Sephora signed as F1 Academy's Official Beauty Retail Partner for 2026, placing LVMH's 2,700-store cosmetics chain alongside Puma, TAG Heuer, and Gatorade on the women's feeder series that runs support races at six Formula 1 Grands Prix. The deal was announced Tuesday, three days before Shanghai's Chinese Grand Prix, where the Academy grid will run its third round of the season. Financial terms were not disclosed; comparable category partnerships in tier-two motorsport typically settle between $3 million and $5 million annually for global activation rights and trackside presence.
The partnership lands during a week of disclosed F1 Academy expansion. Disney Consumer Products announced Monday it is extending its broader Formula 1 licensing deal to include Academy merchandising rights, effective immediately. Axios Live reported Tuesday from Monaco that the series is finalizing a 10-race calendar for 2027, up from the current seven rounds, with paddock sources naming Austin, São Paulo, and a second European venue as additions under review. F1 Academy launched in 2023 with 15 drivers across five teams; the 2026 grid expanded to 18 entries and now carries a cumulative sponsor roster valued near $25 million per season, per two team executives who requested anonymity to discuss financials.
Sephora's entry reflects LVMH's deliberate shift into live sports after testing tennis and basketball activations in North America since 2023. The cosmetics brand operates 500 stores in the U.S., 430 across Europe, and 600 in Asia-Pacific, geographies that align cleanly with F1's weekend footprint. The Academy calendar includes Miami, Barcelona, Silverstone, and Abu Dhabi—markets where Sephora runs concurrent beauty masterclasses and influencer programming tied to race weekends. One sponsor strategist noted that F1's 18-to-34 female fanbase grew 34% between 2019 and 2024, per Nielsen Sports, making the Academy grid a direct path to purchase intent without the $40 million baseline required for a constructor-level F1 deal.
The deal also opens a narrow window for rival beauty retailers. Ulta Beauty and Boots have both attended recent F1 hospitality events in Austin and Las Vegas, per three paddock sources. Sephora's category exclusivity runs through 2027, but fragrance, skincare, and haircare subcategories remain available. One team principal expects TAG Heuer, which currently holds the Official Timekeeper designation, to extend its Academy deal through 2028 in the next 90 days, likely bundling expanded hospitality for its 200-person dealer network. Puma's kit contract runs through 2026 with a renewal option that must be exercised by September.
Disney's newly confirmed Academy merchandising rights create a second revenue stream that was absent when the series launched. The licensing extension allows Disney Consumer Products to produce Academy-branded apparel, accessories, and collectibles through its existing F1 product lines, which generated an estimated $180 million in retail sales globally in 2024. Two Academy teams confirmed they are already in discussions with Disney's licensing unit about co-branded driver merchandise ahead of the Austin round in October, where paddock retail typically sees 22% higher per-cap spending than European venues.
Watch for Sephora's first on-track activation at the Miami round in early May, where the brand is expected to host a 200-guest hospitality suite and run sampling tied to its new sport-focused skincare line. TAG Heuer's extension decision will signal whether the Academy's sponsor tier is settling into multi-year commitments or remains a trial ground for brands sizing broader F1 entry. The 10-race 2027 calendar will be formalized by the FIA World Motor Sport Council in June.
The takeaway
Sephora's **$3M–5M** F1 Academy deal positions LVMH for paddock access as the series expands to **10 races** and Disney adds merchandising revenue.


- [What you are asked to do] Each line from the beginning of the entries below through the line that includes "The width and" must be returned exactly as given.

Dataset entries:
Segment Open

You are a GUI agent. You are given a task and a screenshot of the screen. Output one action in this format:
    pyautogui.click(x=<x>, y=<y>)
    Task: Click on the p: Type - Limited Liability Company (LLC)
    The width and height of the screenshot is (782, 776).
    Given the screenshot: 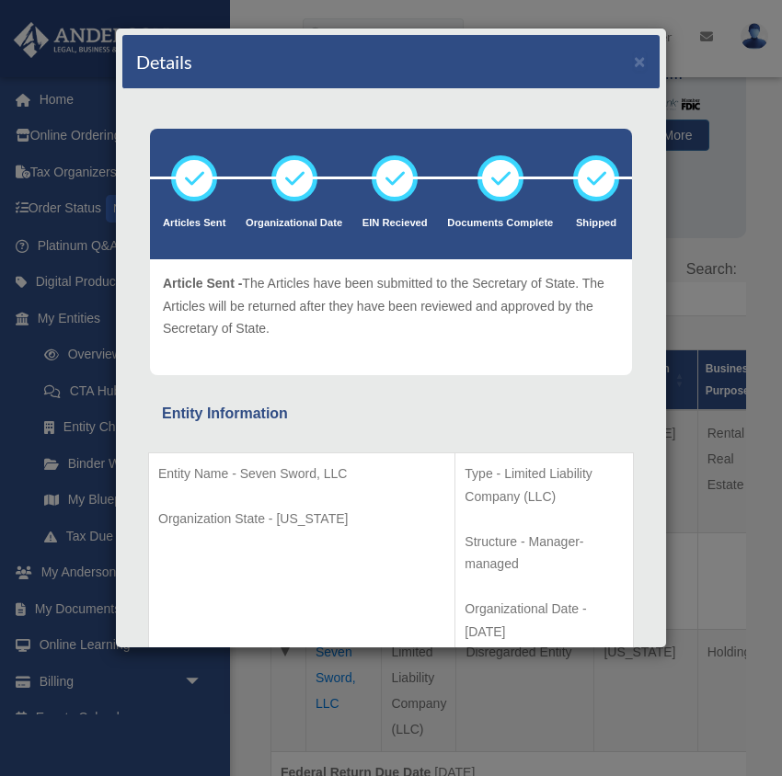 What is the action you would take?
    pyautogui.click(x=544, y=485)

Segment Closed

- [Result of the task]
You are a GUI agent. You are given a task and a screenshot of the screen. Output one action in this format:
    pyautogui.click(x=<x>, y=<y>)
    Task: Click on the p: Type - Limited Liability Company (LLC)
    The width and height of the screenshot is (782, 776).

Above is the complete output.